Argentina’s army appeals to Supreme Court to reverse ruling ordering them to cede land to Mapuche indigenous community 

By May 17, 2022

Argentina’s military will appeal to the Supreme Court a lower court’s decision that the army must transfer ownership of land in the southwestern Rio Negro province to the Mapuche indigenous community. 

In February a federal judge from Bariloche, a city within Rio Negro, ordered the transfer of ownership of 180 hectares of land (around 445 acres) from the army to a Mapuche community called Millalonco Ranquehue, that had initiated their legal claim to the land against the military back in 2012.  

The army appealed the judge’s decision in the Chamber of Appeals, but that court ruled that the army’s appeal was not filed within the necessary time-frame and upheld the original decision. On May 9, the army announced it would appeal the case to Argentina’s Supreme Court.

The ceded territory about 12 kilometers from Bariloche, a town close to the western border with Chile, was the site of the army’s Military Mountain School and had been under the control of the army since 1937. The Mapuche community of Millalonco Ranquehue have claimed ancestral rights over the land for many years, and have made incremental steps over various decades in reclaiming the territory for their own.

According to Argentinian human rights organization Center for Legal and Social Studies (CELS), “​​The community’s claims for the recognition of certain levels of legal security over their territories began many years ago, but only had concrete results in 2012, when the cadastral survey over an area of 180 hectares was recognized.” 

CELS wrote that despite this 2012 survey, the government had done little over 10 years to transform the survey into a legal instrument, such as a property title. The February ruling from the federal judge in Bariloche pushed the community’s claim forward.

The entrance to the army’s Military Mountain School in Bariloche, Río Negro. Image courtesy of “Infobae”.

The ruling has sparked debate on all sides of the political aisle. 

A spokesperson for President Alberto Fernández supported the court’s decision, saying that the land had been “taken from the original peoples,” while members of the opposition criticized the ruling because of the precedent which could give rise to other land claims. 

Miguel Ángel Pichetto, former member of the leftist Judicialist Party and later vice presidential candidate under the conservative Mauricio Macri in 2019, tweeted, ​​“Delivering these lands implies impacting the largest green space in Bariloche, which connects the center of the city with Cerro Catedral. The province of Río Negro should appear before the Supreme Court to propose the annulment of this ruling.”

Minister of  of Defense Jorge Taiana, a Kirchner-loyalist, issued a statement in which the ministry “instructed all the legal areas corresponding to its position and the Argentine army to file all the defenses and procedural strategies in order to preserve the affected assets to the Military Mountain School based in Bariloche.”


AIM OF THE TASK: Set down each line of the data exactly, but not the pictures.

DATA TO PROCESS:
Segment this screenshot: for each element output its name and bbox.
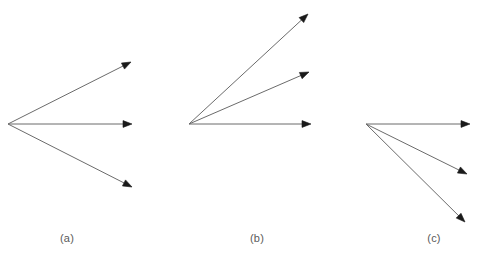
panel-c-caption: (c)	[427, 232, 440, 245]
vector-shaft-a-arrow-down	[8, 124, 125, 184]
arrowhead-b-arrow-mid	[299, 72, 309, 79]
arrowhead-c-arrow-lower	[457, 167, 467, 174]
arrowhead-b-arrow-horizontal	[302, 121, 311, 128]
vector-shaft-b-arrow-upper	[189, 19, 302, 124]
vector-shaft-c-arrow-lowest	[366, 124, 460, 217]
arrowhead-a-arrow-middle	[123, 121, 132, 128]
panel-c-vectors	[366, 121, 470, 222]
vector-fan-figure: (a) (b) (c)	[0, 0, 484, 260]
panel-a-vectors	[8, 62, 132, 187]
arrowhead-a-arrow-down	[122, 180, 132, 187]
arrowhead-c-arrow-horizontal	[461, 121, 470, 128]
vector-shaft-b-arrow-mid	[189, 75, 302, 124]
vector-shaft-c-arrow-lower	[366, 124, 460, 171]
panel-b-vectors	[189, 14, 311, 127]
vector-shaft-a-arrow-up	[8, 65, 124, 124]
arrowhead-a-arrow-up	[121, 62, 131, 69]
panel-b-caption: (b)	[250, 232, 264, 245]
panel-a-caption: (a)	[60, 232, 74, 245]
figure-canvas	[0, 0, 484, 260]
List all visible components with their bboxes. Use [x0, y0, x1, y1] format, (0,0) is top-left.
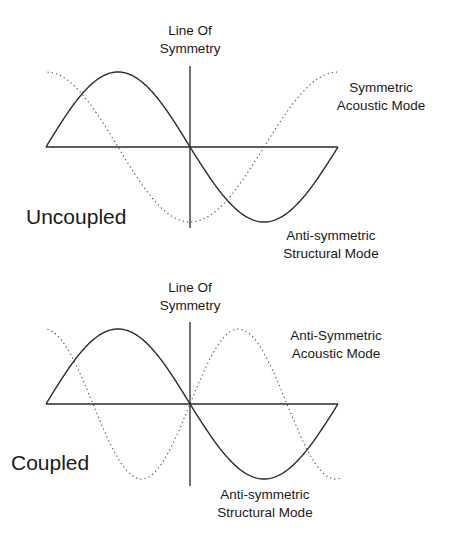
- structural-mode-label-top-1: Anti-symmetric: [286, 228, 376, 243]
- acoustic-mode-label-top-2: Acoustic Mode: [337, 98, 426, 113]
- structural-mode-label-top-2: Structural Mode: [283, 246, 378, 261]
- coupled-label: Coupled: [11, 451, 89, 474]
- uncoupled-label: Uncoupled: [26, 205, 126, 228]
- mode-coupling-diagram: Line Of Symmetry Symmetric Acoustic Mode…: [0, 0, 462, 534]
- acoustic-mode-label-bottom-2: Acoustic Mode: [292, 346, 381, 361]
- coupled-diagram: Line Of Symmetry Anti-Symmetric Acoustic…: [11, 280, 382, 520]
- acoustic-mode-label-bottom-1: Anti-Symmetric: [290, 328, 382, 343]
- uncoupled-diagram: Line Of Symmetry Symmetric Acoustic Mode…: [26, 23, 425, 261]
- symmetry-line-label-bottom-2: Symmetry: [160, 298, 221, 313]
- symmetry-line-label-top-1: Line Of: [168, 23, 212, 38]
- structural-mode-label-bottom-1: Anti-symmetric: [220, 487, 310, 502]
- structural-mode-label-bottom-2: Structural Mode: [217, 505, 312, 520]
- symmetry-line-label-top-2: Symmetry: [160, 41, 221, 56]
- acoustic-mode-label-top-1: Symmetric: [349, 80, 413, 95]
- symmetry-line-label-bottom-1: Line Of: [168, 280, 212, 295]
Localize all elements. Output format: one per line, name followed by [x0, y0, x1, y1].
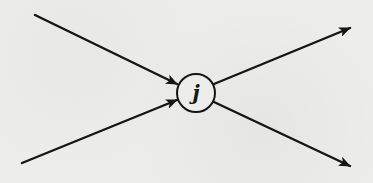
diagram-canvas: j: [0, 0, 373, 183]
incoming-edge-2: [22, 100, 177, 163]
incoming-edge-1: [35, 15, 177, 84]
outgoing-edge-1: [214, 28, 350, 84]
outgoing-edge-2: [214, 102, 350, 166]
node-label: j: [177, 74, 215, 112]
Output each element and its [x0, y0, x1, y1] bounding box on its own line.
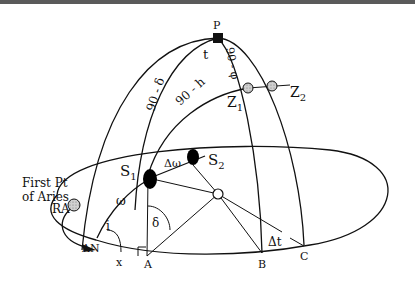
label-inclination: i — [106, 219, 110, 233]
label-zenith2: Z2 — [290, 84, 306, 103]
celestial-sphere-diagram: P t 90 - φ 90 - δ 90 - h Z1 Z2 S1 S2 Δω … — [0, 0, 415, 281]
label-ascending-node: AN — [81, 242, 100, 255]
label-omega: ω — [116, 194, 126, 208]
label-delta-omega: Δω — [164, 157, 181, 170]
zenith1-marker-icon — [243, 83, 253, 93]
right-angle-marker — [138, 247, 146, 256]
label-right-ascension: RA — [52, 202, 70, 216]
line-o-b — [218, 194, 262, 253]
line-dt-c — [290, 238, 304, 246]
label-zenith1: Z1 — [227, 94, 243, 113]
label-point-a: A — [143, 258, 153, 271]
inclination-angle-arc — [107, 230, 121, 252]
line-o-s1 — [148, 178, 218, 194]
label-point-b: B — [258, 258, 266, 271]
pole-marker-icon — [213, 33, 223, 43]
label-codeclination: 90 - δ — [144, 76, 168, 113]
line-s1-a — [147, 178, 148, 256]
outer-meridian-left — [82, 38, 218, 250]
label-colatitude: 90 - φ — [223, 46, 241, 80]
label-delta-t: Δt — [268, 235, 282, 249]
label-pole: P — [213, 19, 221, 32]
line-o-dt — [218, 194, 282, 232]
label-star2: S2 — [208, 151, 225, 171]
label-star1: S1 — [120, 162, 137, 182]
first-point-of-aries-marker-icon — [68, 199, 80, 211]
zenith2-marker-icon — [267, 81, 277, 91]
orbit-arc — [97, 180, 148, 238]
label-zenith-distance: 90 - h — [173, 74, 208, 108]
label-point-c: C — [300, 250, 308, 263]
label-declination: δ — [152, 216, 159, 230]
star-s1-icon — [143, 169, 157, 189]
label-hour-angle: t — [203, 47, 209, 62]
label-first-point-line1: First Pt — [22, 176, 68, 190]
label-x: x — [116, 256, 123, 269]
center-o-icon — [213, 189, 223, 199]
star-s2-icon — [187, 149, 199, 165]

TASK SOLUTION:
Segment this screenshot: for each element output its name and bbox.
panel-c-caption: (c)	[427, 232, 440, 245]
vector-shaft-a-arrow-down	[8, 124, 125, 184]
arrowhead-b-arrow-mid	[299, 72, 309, 79]
arrowhead-c-arrow-lower	[457, 167, 467, 174]
arrowhead-b-arrow-horizontal	[302, 121, 311, 128]
vector-shaft-b-arrow-upper	[189, 19, 302, 124]
vector-shaft-c-arrow-lowest	[366, 124, 460, 217]
arrowhead-a-arrow-middle	[123, 121, 132, 128]
panel-c-vectors	[366, 121, 470, 222]
vector-fan-figure: (a) (b) (c)	[0, 0, 484, 260]
panel-a-vectors	[8, 62, 132, 187]
arrowhead-a-arrow-down	[122, 180, 132, 187]
arrowhead-c-arrow-horizontal	[461, 121, 470, 128]
vector-shaft-b-arrow-mid	[189, 75, 302, 124]
vector-shaft-c-arrow-lower	[366, 124, 460, 171]
panel-b-vectors	[189, 14, 311, 127]
vector-shaft-a-arrow-up	[8, 65, 124, 124]
arrowhead-a-arrow-up	[121, 62, 131, 69]
panel-b-caption: (b)	[250, 232, 264, 245]
panel-a-caption: (a)	[60, 232, 74, 245]
figure-canvas	[0, 0, 484, 260]
List all visible components with their bboxes. Use [x0, y0, x1, y1] format, (0,0) is top-left.
- structural-mode-label-top-1: Anti-symmetric: [286, 228, 376, 243]
- acoustic-mode-label-top-2: Acoustic Mode: [337, 98, 426, 113]
- structural-mode-label-top-2: Structural Mode: [283, 246, 378, 261]
- coupled-label: Coupled: [11, 451, 89, 474]
- uncoupled-label: Uncoupled: [26, 205, 126, 228]
- mode-coupling-diagram: Line Of Symmetry Symmetric Acoustic Mode…: [0, 0, 462, 534]
- acoustic-mode-label-bottom-2: Acoustic Mode: [292, 346, 381, 361]
- coupled-diagram: Line Of Symmetry Anti-Symmetric Acoustic…: [11, 280, 382, 520]
- acoustic-mode-label-bottom-1: Anti-Symmetric: [290, 328, 382, 343]
- uncoupled-diagram: Line Of Symmetry Symmetric Acoustic Mode…: [26, 23, 425, 261]
- symmetry-line-label-bottom-2: Symmetry: [160, 298, 221, 313]
- symmetry-line-label-top-1: Line Of: [168, 23, 212, 38]
- structural-mode-label-bottom-1: Anti-symmetric: [220, 487, 310, 502]
- structural-mode-label-bottom-2: Structural Mode: [217, 505, 312, 520]
- symmetry-line-label-top-2: Symmetry: [160, 41, 221, 56]
- acoustic-mode-label-top-1: Symmetric: [349, 80, 413, 95]
- symmetry-line-label-bottom-1: Line Of: [168, 280, 212, 295]
Localize all elements. Output format: one per line, name followed by [x0, y0, x1, y1].
diagram-canvas: j: [0, 0, 373, 183]
incoming-edge-2: [22, 100, 177, 163]
incoming-edge-1: [35, 15, 177, 84]
outgoing-edge-1: [214, 28, 350, 84]
outgoing-edge-2: [214, 102, 350, 166]
node-label: j: [177, 74, 215, 112]
Output each element and its [x0, y0, x1, y1] bounding box on its own line.
label-inclination: i — [106, 219, 110, 233]
label-zenith2: Z2 — [290, 84, 306, 103]
celestial-sphere-diagram: P t 90 - φ 90 - δ 90 - h Z1 Z2 S1 S2 Δω … — [0, 0, 415, 281]
label-ascending-node: AN — [81, 242, 100, 255]
label-omega: ω — [116, 194, 126, 208]
label-delta-omega: Δω — [164, 157, 181, 170]
zenith1-marker-icon — [243, 83, 253, 93]
right-angle-marker — [138, 247, 146, 256]
label-right-ascension: RA — [52, 202, 70, 216]
line-o-b — [218, 194, 262, 253]
line-dt-c — [290, 238, 304, 246]
label-zenith1: Z1 — [227, 94, 243, 113]
label-point-a: A — [143, 258, 153, 271]
inclination-angle-arc — [107, 230, 121, 252]
line-o-s1 — [148, 178, 218, 194]
label-point-b: B — [258, 258, 266, 271]
pole-marker-icon — [213, 33, 223, 43]
label-codeclination: 90 - δ — [144, 76, 168, 113]
line-s1-a — [147, 178, 148, 256]
outer-meridian-left — [82, 38, 218, 250]
label-colatitude: 90 - φ — [223, 46, 241, 80]
label-delta-t: Δt — [268, 235, 282, 249]
label-pole: P — [213, 19, 221, 32]
line-o-dt — [218, 194, 282, 232]
label-star2: S2 — [208, 151, 225, 171]
label-star1: S1 — [120, 162, 137, 182]
first-point-of-aries-marker-icon — [68, 199, 80, 211]
zenith2-marker-icon — [267, 81, 277, 91]
orbit-arc — [97, 180, 148, 238]
label-zenith-distance: 90 - h — [173, 74, 208, 108]
label-point-c: C — [300, 250, 308, 263]
label-declination: δ — [152, 216, 159, 230]
star-s1-icon — [143, 169, 157, 189]
label-hour-angle: t — [203, 47, 209, 62]
label-first-point-line1: First Pt — [22, 176, 68, 190]
label-x: x — [116, 256, 123, 269]
center-o-icon — [213, 189, 223, 199]
star-s2-icon — [187, 149, 199, 165]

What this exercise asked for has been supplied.